Russia knows the drill because Nazi Germany used it against them between June and December 1941. Blitzkrieg,” or “lightening warfare,” is the idea that speed, mechanized infantry, air dominance, and surprise can deliver a fast victory at low cost by catching an enemy off guard, advancing, regrouping, or repeating. Russia is trying it in Ukraine – and failing badly.
Ironically, Ukraine is doing intuitively what Russia did in WWII to stop the Germans, stopping the enemy by using the equivalent of asymmetric warfare, misdirection, amateur explosive devices, roving snipers, defensive weapons, well-positioned obstructions, and spontaneous engineering. See, e.g., Operation Barbarossa.
The double irony is that Russia’s boasts about a modern military seem more empty than full, like their scuttled tanks. The Russians are fumbling, getting bogged down, losing ground – or not quickly gaining it – in the face of highly motivated Ukrainians. See, e.g., Ukrainian Ambassador Oksana Markarova: The Russian Blitzkrieg Was Not Successful; Putin escalates the war on Ukraine as blitzkrieg calculations fail.
As global support for Ukraine grows, morally and materially, the whole story Russia has told, the whole lie that Ukraine or NATO was preparing to attack, becomes a farce. War, the assault begins to look, even if eventually successful in grabbing land, increasingly like “David and Goliath,” with the Russian Goliath stumbling, and caught off guard by Ukrainian “blitz-defense.”
Put differently, as you look at the map of Ukraine, Russia should have been in key cities within hours if the planning, intelligence, operations, and supply lines had been prepared, and they certainly seemed to be obsessed with planning – throughout the Biden Administration’s tenure.
But no, the assault has foundered. In the north, even by the end of a week, Kyiv – Ukraine’s gemstone city – was not in Russian control, nor was city number two, Kharkiv. Attempts at encirclement were almost amateur, incomplete, held by lack of fuel, and mysterious inability to operate at night, along with many other errors.
Meantime, Ivanki to the north should have been taken before Kyiv and yet held its own as the week progressed. To the south, Chernihiv and – very close to the Russian border – Mariupol should have fallen easily. Kherson appears to have fallen, Odesa is fighting. But confirming control of any of these cities is hard, and Russia has stumbled badly in the attempt.
What else is surprising? Air dominance was supposed to be easy for the Russians, and – remembering WWII and other conflicts – airpower is critical for “lightning warfare” to work. With the combination of manned and unmanned systems, sustainable command and control, and sheer grit, Ukraine has denied Russia that component of the battlespace.
Then go to cyber, and ask – why and how is it possible that Russia, which many imagined consummate at targeted cyberattacks, has not been able to decisively end the internal communications that have allowed Ukraine to keep resisting? No obvious answer emerges, except that they spluttered.
Then think about the strategic downside to not winning fast. If this story continues much longer without some level of decisive end, a capitulation by the Ukrainian citizens, as well as government, and a sense that the mass engagement is in retreat, the story just gets worse and worse for Russia.
Beyond not taking the ground needed fast, they begin sliding sideways, losing greater and greater international support, losing sympathy, losing hope of any credible storyline to justify the immoral, brutal, almost medieval assault on a peaceful, contiguous nation. They start to look more like WWII Germany than post-Soviet Russia, which accelerates economic, diplomatic, and political losses.
Back in Moscow, St. Petersburg, and other parts of Russia, all this is not playing well. The Russian people – most of whom are Christian, decent, and have no interest in becoming WWII Germany – are not happy.
Here is another Putin miscalculation. If the population becomes as hard to hold as world opinion, the world begins to change in ways that are increasingly unpredictable for him. If the Army becomes disillusioned, distressed, and demoralized and begins to hear their views reflected in protests around the country, where might that lead? The answer is unknown, but a question worth asking.
Finally, the idea of acting fast and winning has more than immediate implications. If you say you will hit the basket, net, or goal line – and then miss badly in warfare – your credibility sinks fast. This moral, economic, diplomatic, and now military misstep will affect perceptions of Russia’s preparedness, well beyond Putin’s own loss of personal credibility.
This conflict is far from over and may evolve into an extended, expensive, and politically disastrous decision for Putin – if it has not already. But the bigger point is that Russia’s status in the world is fast eroding. The lightning warfare idea worked in WWII for their adversary, but Russia is bogged down, losing ground.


[What you should do]: The expected output is the data below, character for character, without its pictures.

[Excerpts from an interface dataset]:
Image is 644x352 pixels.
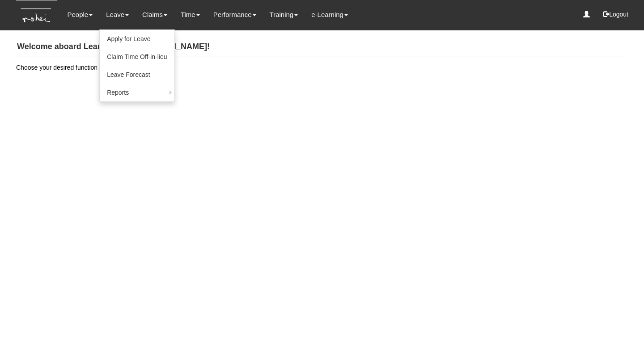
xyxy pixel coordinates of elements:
button: Logout [596,4,634,25]
a: e-Learning [311,4,348,25]
a: Claims [142,4,167,25]
a: Performance [213,4,256,25]
a: Apply for Leave [100,30,174,48]
a: Leave [106,4,129,25]
h4: Welcome aboard Learn Anchor, [PERSON_NAME]! [16,38,627,56]
img: KTs7HI1dOZG7tu7pUkOpGGQAiEQAiEQAj0IhBB1wtXDg6BEAiBEAiBEAiB4RGIoBtemSRFIRACIRACIRACIdCLQARdL1w5OAR... [16,1,57,30]
a: Reports [100,84,174,101]
a: Claim Time Off-in-lieu [100,48,174,66]
a: Leave Forecast [100,66,174,84]
p: Choose your desired function from the menu above. [16,63,627,72]
a: Time [180,4,200,25]
a: People [67,4,92,25]
a: Training [270,4,298,25]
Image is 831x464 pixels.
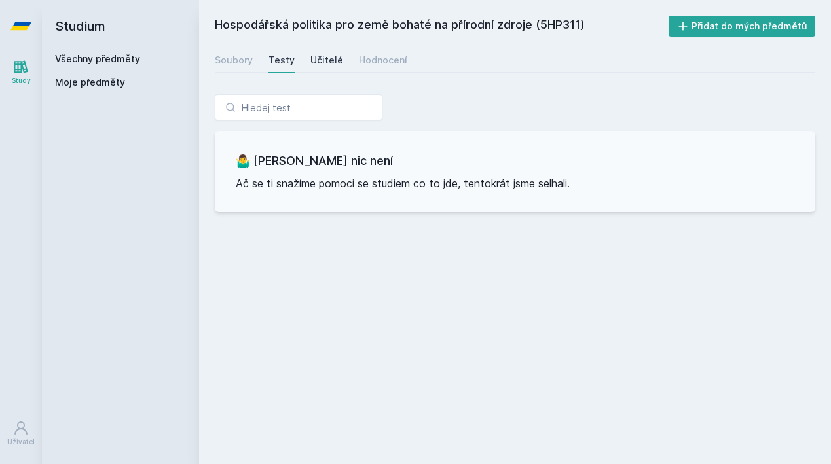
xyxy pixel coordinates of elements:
[215,94,382,120] input: Hledej test
[3,414,39,454] a: Uživatel
[12,76,31,86] div: Study
[668,16,816,37] button: Přidat do mých předmětů
[236,152,794,170] h3: 🤷‍♂️ [PERSON_NAME] nic není
[215,16,668,37] h2: Hospodářská politika pro země bohaté na přírodní zdroje (5HP311)
[310,47,343,73] a: Učitelé
[236,175,794,191] p: Ač se ti snažíme pomoci se studiem co to jde, tentokrát jsme selhali.
[268,54,295,67] div: Testy
[7,437,35,447] div: Uživatel
[359,47,407,73] a: Hodnocení
[310,54,343,67] div: Učitelé
[359,54,407,67] div: Hodnocení
[268,47,295,73] a: Testy
[55,53,140,64] a: Všechny předměty
[215,47,253,73] a: Soubory
[3,52,39,92] a: Study
[55,76,125,89] span: Moje předměty
[215,54,253,67] div: Soubory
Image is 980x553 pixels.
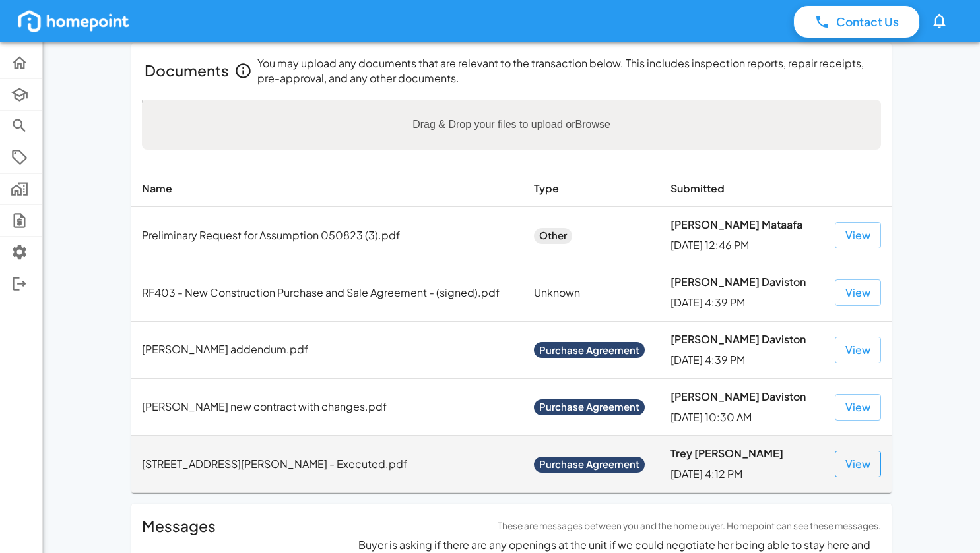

[Output of the exercise]:
Image is 644x352 pixels.
xyxy pixel coordinates of elements:
button: Logout [596,4,634,25]
a: e-Learning [311,4,348,25]
a: Claims [142,4,167,25]
a: Performance [213,4,256,25]
a: Apply for Leave [100,30,174,48]
a: Leave [106,4,129,25]
h4: Welcome aboard Learn Anchor, [PERSON_NAME]! [16,38,627,56]
img: KTs7HI1dOZG7tu7pUkOpGGQAiEQAiEQAj0IhBB1wtXDg6BEAiBEAiBEAiB4RGIoBtemSRFIRACIRACIRACIdCLQARdL1w5OAR... [16,1,57,30]
a: Reports [100,84,174,101]
a: Claim Time Off-in-lieu [100,48,174,66]
a: Leave Forecast [100,66,174,84]
p: Choose your desired function from the menu above. [16,63,627,72]
a: Time [180,4,200,25]
a: People [67,4,92,25]
a: Training [270,4,298,25]
Image is 831x464 pixels.
xyxy pixel coordinates of elements:
[215,94,382,120] input: Hledej test
[3,414,39,454] a: Uživatel
[12,76,31,86] div: Study
[668,16,816,37] button: Přidat do mých předmětů
[236,152,794,170] h3: 🤷‍♂️ [PERSON_NAME] nic není
[215,16,668,37] h2: Hospodářská politika pro země bohaté na přírodní zdroje (5HP311)
[310,47,343,73] a: Učitelé
[236,175,794,191] p: Ač se ti snažíme pomoci se studiem co to jde, tentokrát jsme selhali.
[268,54,295,67] div: Testy
[7,437,35,447] div: Uživatel
[359,47,407,73] a: Hodnocení
[310,54,343,67] div: Učitelé
[359,54,407,67] div: Hodnocení
[268,47,295,73] a: Testy
[55,53,140,64] a: Všechny předměty
[215,47,253,73] a: Soubory
[3,52,39,92] a: Study
[55,76,125,89] span: Moje předměty
[215,54,253,67] div: Soubory
Image is 980x553 pixels.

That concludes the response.